My mother handed her an envelope. They spoke for a moment, two ghosts in the moonlight, and then Sarah got back into her car and drove away, her taillights twin sparks of red in the night.

My mother came back to the Volvo. She sat in the driver's seat and looked at me.

"She has the keys to the Midtown Complex," she said. "She's going to unlock the doors from the inside."

"Why are you doing this?" I whispered. "After everything?"

My mother reached out and touched my cheek. Her hand was rough, smelling of old paper and woodsmoke. "Because they read my diary too, Becca. I just didn't have a daughter to help me jump."

She started the car.

We drove another thirty miles, deep into the foothills. The road became a narrow track of red clay. We stopped in front of a small, white farmhouse with a wraparound porch and a screen door that didn't have a smart-lock.

"We're here," my mother said.

I got out. I took Leo from the backseat. The air here was fresh, smelling of rain and wet stone. No "Clean Linen."

I walked onto the porch. The floorboards creaked—a beautiful, uncalibrated sound.

I looked at the front door. There was a small, hand-written note taped to the wood.

*Privacy is a privilege earned by resistance.*

I smiled. I reached for the handle.

And then, my mother’s phone—a basic, prehistoric flip-phone—chirped on the dashboard of the car.
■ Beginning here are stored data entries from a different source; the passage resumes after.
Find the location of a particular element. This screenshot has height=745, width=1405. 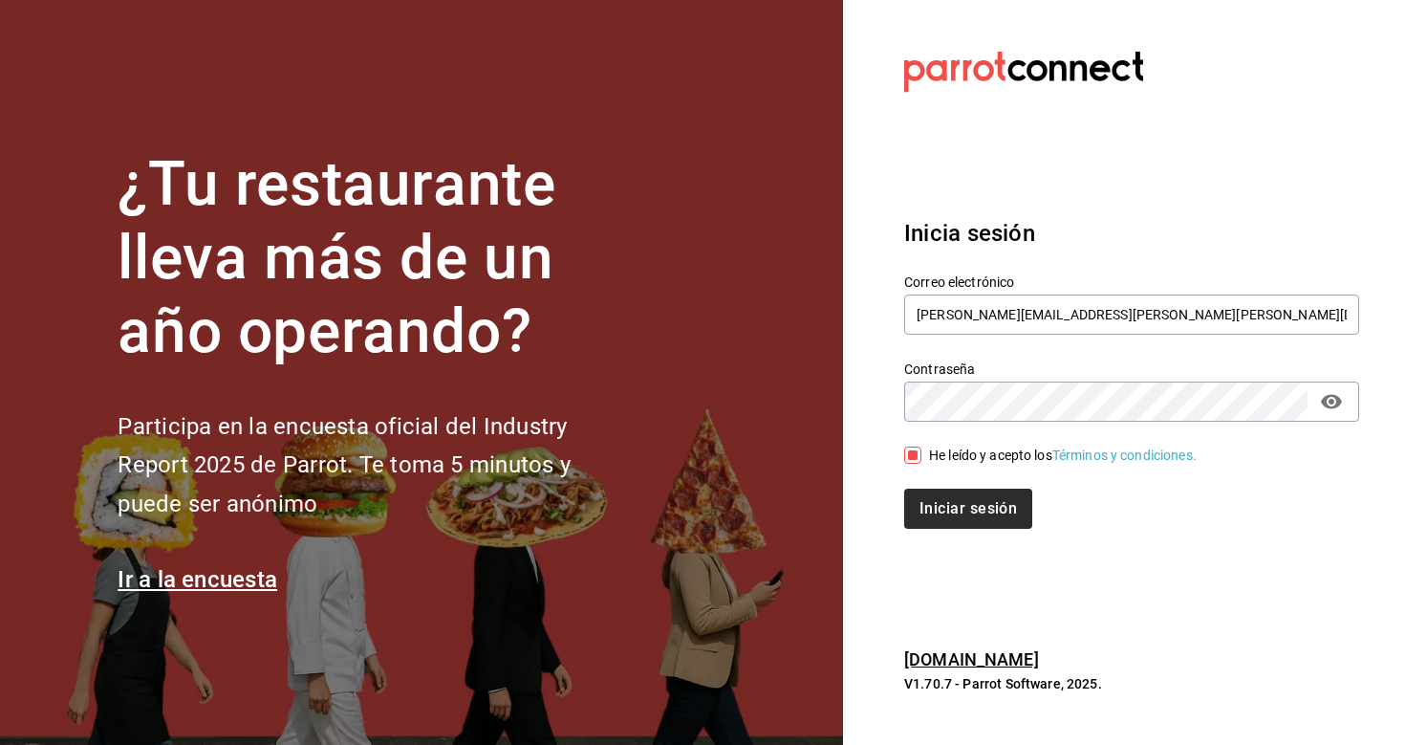

a: Términos y condiciones. is located at coordinates (1124, 455). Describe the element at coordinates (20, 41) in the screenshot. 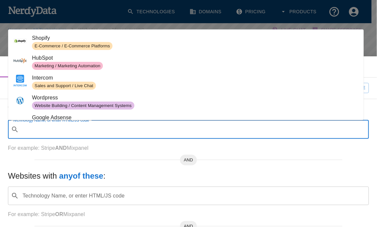

I see `img: d513e568-ad32-44b5-b0c8-1b7d3fbe88a6.jpg` at that location.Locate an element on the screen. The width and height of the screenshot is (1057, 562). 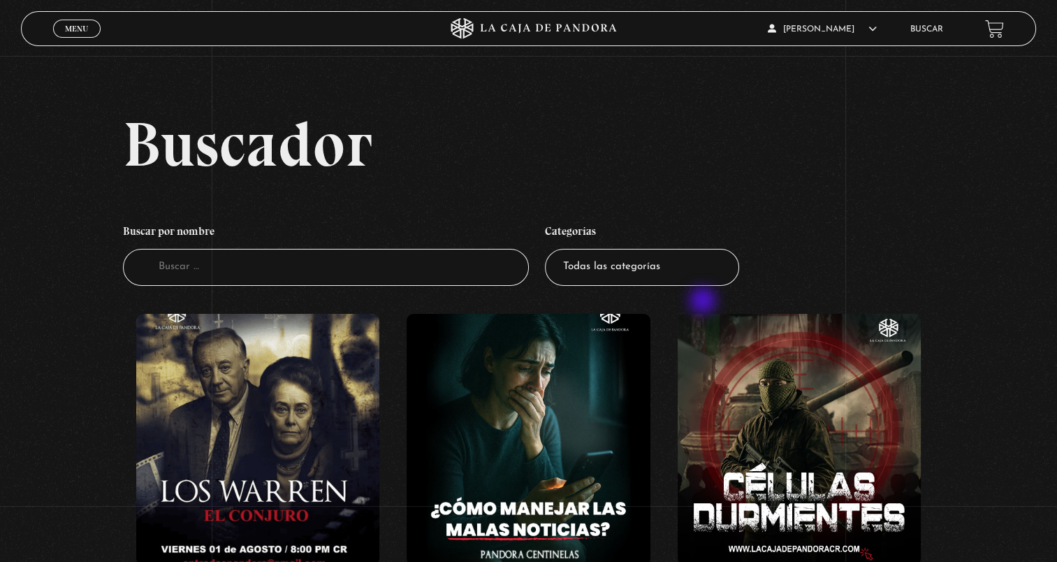
h4: Categorías is located at coordinates (642, 233).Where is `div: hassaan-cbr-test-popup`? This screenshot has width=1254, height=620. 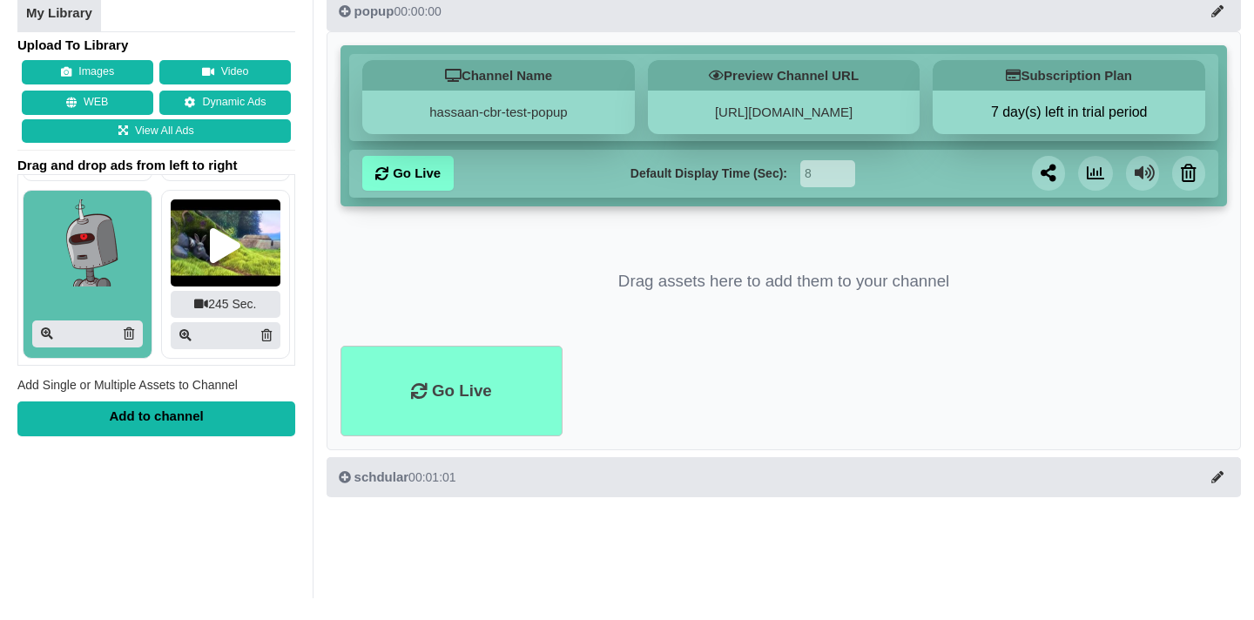 div: hassaan-cbr-test-popup is located at coordinates (498, 112).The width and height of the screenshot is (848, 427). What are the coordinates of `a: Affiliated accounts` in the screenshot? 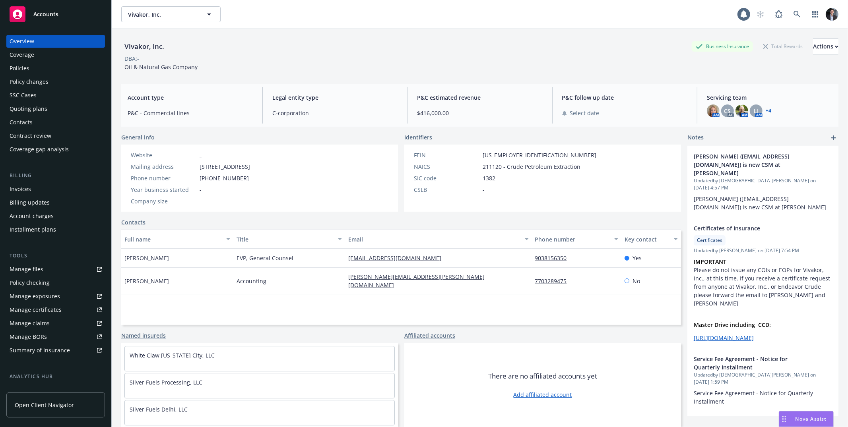 It's located at (430, 336).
I froze. My mother walked back to the car and picked it up. She looked at the small, pixelated screen.

Her face went still.

"Becca," she said, her voice dropping into a register of pure, unadulterated fear.

"What is it?"

She turned the phone toward me.

It was a text message. From a number that didn't have ten digits. It was a lot number.

*Lot 000.*

The text was a single sentence.

*We liked your performance, Becca, but we’ve decided to move the series to a more... immersive platform.*

Below the text was a photo.

It was a photo of the porch I was standing on. Taken from the ceiling of the wraparound roof.

The angle was impossible.

"Mom," I whispered, my heart stopping. "Look at the front door."

I looked at the screen door.

In the center of the wood, right above the hand-written note, was a tiny, pinprick hole.
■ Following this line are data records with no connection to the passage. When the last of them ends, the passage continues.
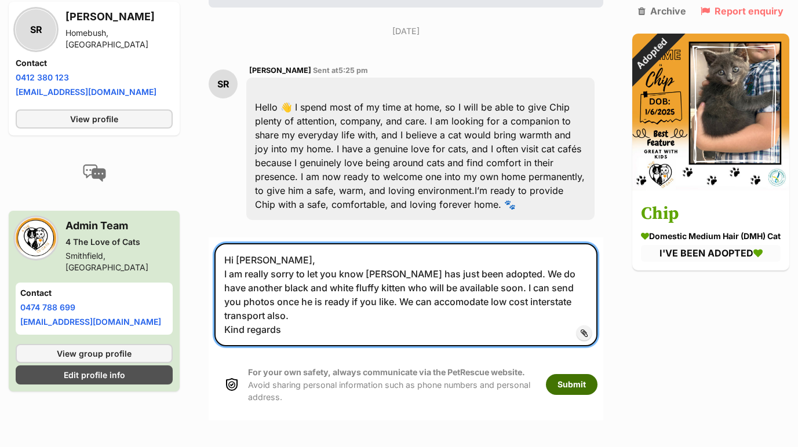 Image resolution: width=798 pixels, height=447 pixels. Describe the element at coordinates (742, 11) in the screenshot. I see `a: Report enquiry` at that location. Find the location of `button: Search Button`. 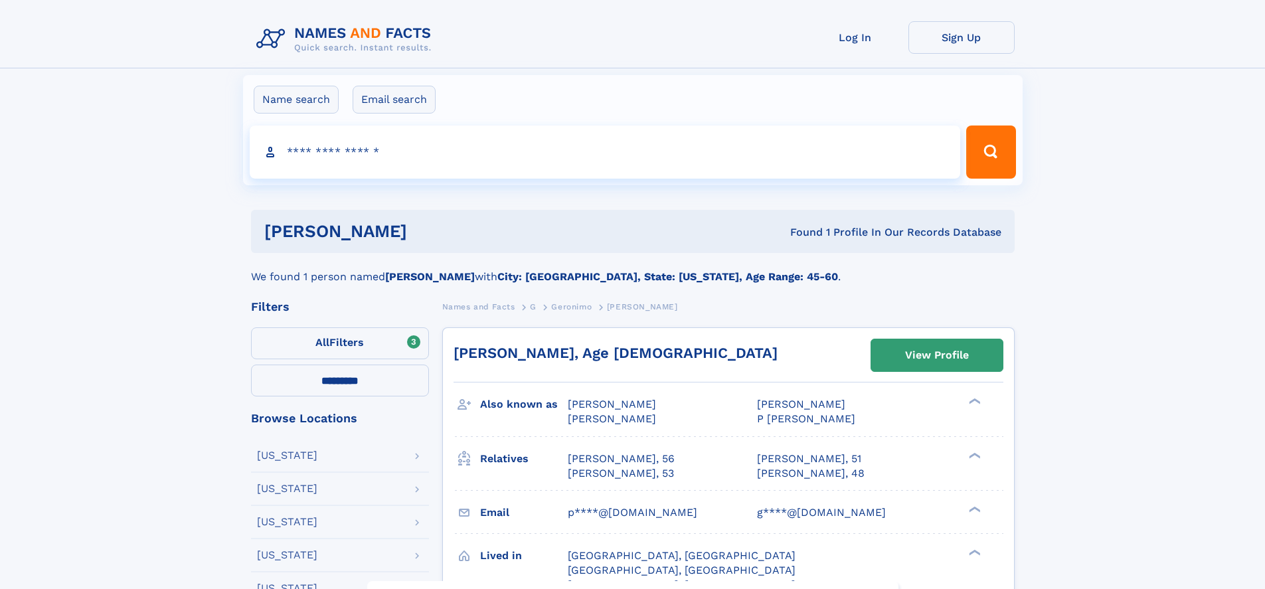

button: Search Button is located at coordinates (991, 152). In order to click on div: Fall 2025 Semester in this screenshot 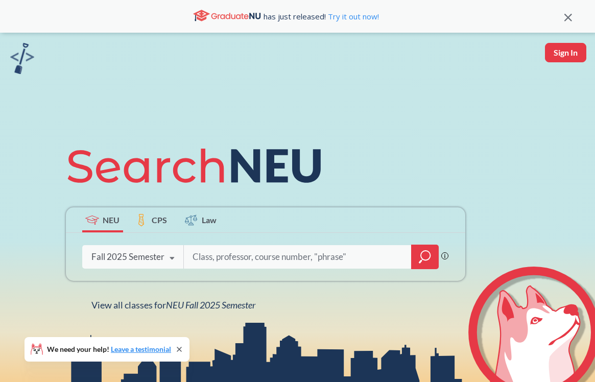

A little green light began to blink.

*Blink. Blink. Blink.*

And then, from inside the dark, quiet farmhouse, I heard the sound of a baby cooing.

It wasn't Leo.

Leo was asleep in my arms.

I pushed the door open, the skillet gripped tight in my hand.

The living room was an exact, stitch-for-stitch replica of my messy kitchen in Austin. The dishes were in the sink. The milk was on the counter.

And sitting at the kitchen island, nursing an infant, was a woman who looked exactly like me.

She looked up. She smiled.

"You're late, Becca," she said, her eyes flicking to the wall sconce behind me.

"Diane has been waiting in the basement."